Engendering change

An attempt to analyze the myriad issues confronting us today leads to a dizzy realization that the distinction between cause and effect has become totally blurred. For example, is terrorism a cause of our growing despondency, or it is an effect caused by a deeper malaise? Certainly you will have people supporting both viewpoints. This confusion, or perception variation, is perhaps spawned by the very multitude and enormity of ills overpowering society. Think of a wrong, any wrong, and we have it. To name a few, just to drive home the point – extremism, terrorism, intolerance, bigotry, polarization, parochialism, hatred, corruption, nepotism, fraud, dishonesty, exploitation, harassment, misogyny, poverty, illiteracy, malnutrition, crime …. The list is endless.

After Sabeen, who’s next?

The Killing Fields of Karachi
So after expressing our anguish and our anger, our protests and our protestations, on Facebook and Twitter and in drawing rooms, at the brutal killing of Sabeen Mahmud, how long will it be before we go back to our French Beach and our fashion shows, our restaurants and our raves, our overseas vacations and overboard lifestyles? How long before Sabeen too becomes a fading memory and spoken of as a ‘bechari’?

PTI’s folly in NA-246

Leading up to the by-election on National Assembly seat NA-246 in Karachi, perhaps nobody except Imran Khan and his PTI cohorts believed that anyone but MQM will win NA-246 again. If political acumen instead of ego had been driving PTI, the smart thing to do would have been to withdraw the PTI candidate in favour of the JI candidate. This way JI would have been deeply obliged, and owed PTI one. Further, the win of MQM would not have come across as a win against PTI.

Beyond the Crossroads

Ardeshir Cowasjee once wrote that Mr. Jinnah once remarked to his friend, and Ardeshir’s father, Rustom Fakirjee Cowasjee, that “each successive government of Pakistan will be worse than its predecessor.” If Mr. Jinnah indeed said this, then we have surely lived to see this sad prophecy come true.

Yemen – sifting the fact from the fiction

The Houthis are not an ethnic race or a tribe. They are people belonging to a theological movement that was started in Saada Governorate of Yemen in 1992, with the name Believing Youth (BY), by the Houthi family. ‘Believing Youth’ preached tolerance and peace and held a broadminded educational and cultural vision. Houthi’s preferable political system is a republic with elections where women can also hold political positions. When the leader Hussein al-Houthi was assassinated by the Yemeni government in 2004, the group took up the name Houthis.

Indian impressions – Part 2

Visit to India: December 27, 2014 to January 09, 2015
Purpose: To attend a family wedding
Route taken: Karachi-Colombo-Mumbai-Hyderabad and return
Destination: Hyderabad. Stopover in transit in Mumbai for about 15 hours on way out, and about 6 hours on return leg
Weather: Perfect throughout, high in mid-20s C, low 13 C, generally dry, brisk breeze at times

Willow and leather – Cricket World Cup 2015 on the horizon!

I write

this piece at the risk of being ostracized by friends and condemned to purgatory by the ultra nationalists. But write I must.

Indian impressions

Visit to India: December 27, 2014 to January 09, 2015
Purpose: To attend a family wedding
Route taken: Karachi-Colombo-Mumbai-Hyderabad and return
Destination: Hyderabad. Stopover in transit in Mumbai for about 15 hours on way out, and about 6 hours on return leg
Weather: Perfect throughout, high in mid-20s C, low 13 C, generally dry, brisk breeze at times

The Kunri Report

Note: This is a follow up to my previous blog, Ladies and Gentlemen, Meet Aansoo Kohli

Starting from home

Starting from home

Ladies & gentlemen, meet Aansoo Kohli

Aansoo Kohli is a teenaged, physically impaired girl from the minority Hindu community, living in a poor, marginalized village near the dusty town of Umerkot, in the Sindh province of Pakistan. There you are – a single sentence that totally sums up Aansoo’s apparently desperately unfortunate existence. She is a girl in a male-dominated, often misogynistic social order. That makes her a second-class citizen.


## What is needed
Your response should be an exact transcription of the data, images excluded.

## Provided records
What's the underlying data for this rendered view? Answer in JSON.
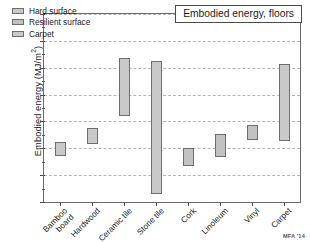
{
  "title": "Embodied energy, floors",
  "credit": "MFA '14",
  "axis": {
    "ylabel_main": "Embodied energy (MJ/m",
    "ylabel_sup": "2",
    "ylabel_close": ")",
    "ylabel_full": "Embodied energy (MJ/m²)",
    "yticks": [
      "0",
      "100",
      "200",
      "300",
      "400",
      "500",
      "600",
      "700"
    ]
  },
  "legend": {
    "items": [
      {
        "label": "Hard surface",
        "color": "#c9c9c9"
      },
      {
        "label": "Resilient surface",
        "color": "#c2c2c2"
      },
      {
        "label": "Carpet",
        "color": "#c9c9c9"
      }
    ]
  },
  "chart_data": {
    "type": "bar",
    "subtype": "floating-range-bar",
    "title": "Embodied energy, floors",
    "xlabel": "",
    "ylabel": "Embodied energy (MJ/m²)",
    "ylim": [
      0,
      700
    ],
    "ytick_step": 100,
    "yminor_step": 50,
    "grid": "horizontal-dashed",
    "legend_position": "top-left",
    "annotation": "MFA '14",
    "categories": [
      "Bamboo\nboard",
      "Hardwood",
      "Ceramic tile",
      "Stone tile",
      "Cork",
      "Linoleum",
      "Vinyl",
      "Carpet"
    ],
    "groups": [
      "Hard surface",
      "Hard surface",
      "Hard surface",
      "Hard surface",
      "Resilient surface",
      "Resilient surface",
      "Resilient surface",
      "Carpet"
    ],
    "low": [
      173,
      216,
      320,
      30,
      135,
      168,
      230,
      227
    ],
    "high": [
      222,
      277,
      535,
      525,
      200,
      255,
      288,
      512
    ],
    "bars": [
      {
        "category": "Bamboo board",
        "group": "Hard surface",
        "low": 173,
        "high": 222
      },
      {
        "category": "Hardwood",
        "group": "Hard surface",
        "low": 216,
        "high": 277
      },
      {
        "category": "Ceramic tile",
        "group": "Hard surface",
        "low": 320,
        "high": 535
      },
      {
        "category": "Stone tile",
        "group": "Hard surface",
        "low": 30,
        "high": 525
      },
      {
        "category": "Cork",
        "group": "Resilient surface",
        "low": 135,
        "high": 200
      },
      {
        "category": "Linoleum",
        "group": "Resilient surface",
        "low": 168,
        "high": 255
      },
      {
        "category": "Vinyl",
        "group": "Resilient surface",
        "low": 230,
        "high": 288
      },
      {
        "category": "Carpet",
        "group": "Carpet",
        "low": 227,
        "high": 512
      }
    ]
  }
}
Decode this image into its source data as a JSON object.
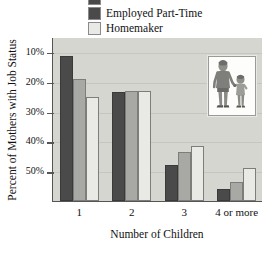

## Answer to this exercise
What's the underlying data for this rendered view? Answer in JSON.
{
  "title": "Embodied energy, floors",
  "credit": "MFA '14",
  "axis": {
    "ylabel_main": "Embodied energy (MJ/m",
    "ylabel_sup": "2",
    "ylabel_close": ")",
    "ylabel_full": "Embodied energy (MJ/m²)",
    "yticks": [
      "0",
      "100",
      "200",
      "300",
      "400",
      "500",
      "600",
      "700"
    ]
  },
  "legend": {
    "items": [
      {
        "label": "Hard surface",
        "color": "#c9c9c9"
      },
      {
        "label": "Resilient surface",
        "color": "#c2c2c2"
      },
      {
        "label": "Carpet",
        "color": "#c9c9c9"
      }
    ]
  },
  "chart_data": {
    "type": "bar",
    "subtype": "floating-range-bar",
    "title": "Embodied energy, floors",
    "xlabel": "",
    "ylabel": "Embodied energy (MJ/m²)",
    "ylim": [
      0,
      700
    ],
    "ytick_step": 100,
    "yminor_step": 50,
    "grid": "horizontal-dashed",
    "legend_position": "top-left",
    "annotation": "MFA '14",
    "categories": [
      "Bamboo\nboard",
      "Hardwood",
      "Ceramic tile",
      "Stone tile",
      "Cork",
      "Linoleum",
      "Vinyl",
      "Carpet"
    ],
    "groups": [
      "Hard surface",
      "Hard surface",
      "Hard surface",
      "Hard surface",
      "Resilient surface",
      "Resilient surface",
      "Resilient surface",
      "Carpet"
    ],
    "low": [
      173,
      216,
      320,
      30,
      135,
      168,
      230,
      227
    ],
    "high": [
      222,
      277,
      535,
      525,
      200,
      255,
      288,
      512
    ],
    "bars": [
      {
        "category": "Bamboo board",
        "group": "Hard surface",
        "low": 173,
        "high": 222
      },
      {
        "category": "Hardwood",
        "group": "Hard surface",
        "low": 216,
        "high": 277
      },
      {
        "category": "Ceramic tile",
        "group": "Hard surface",
        "low": 320,
        "high": 535
      },
      {
        "category": "Stone tile",
        "group": "Hard surface",
        "low": 30,
        "high": 525
      },
      {
        "category": "Cork",
        "group": "Resilient surface",
        "low": 135,
        "high": 200
      },
      {
        "category": "Linoleum",
        "group": "Resilient surface",
        "low": 168,
        "high": 255
      },
      {
        "category": "Vinyl",
        "group": "Resilient surface",
        "low": 230,
        "high": 288
      },
      {
        "category": "Carpet",
        "group": "Carpet",
        "low": 227,
        "high": 512
      }
    ]
  }
}
Decode this image into its source data as a JSON object.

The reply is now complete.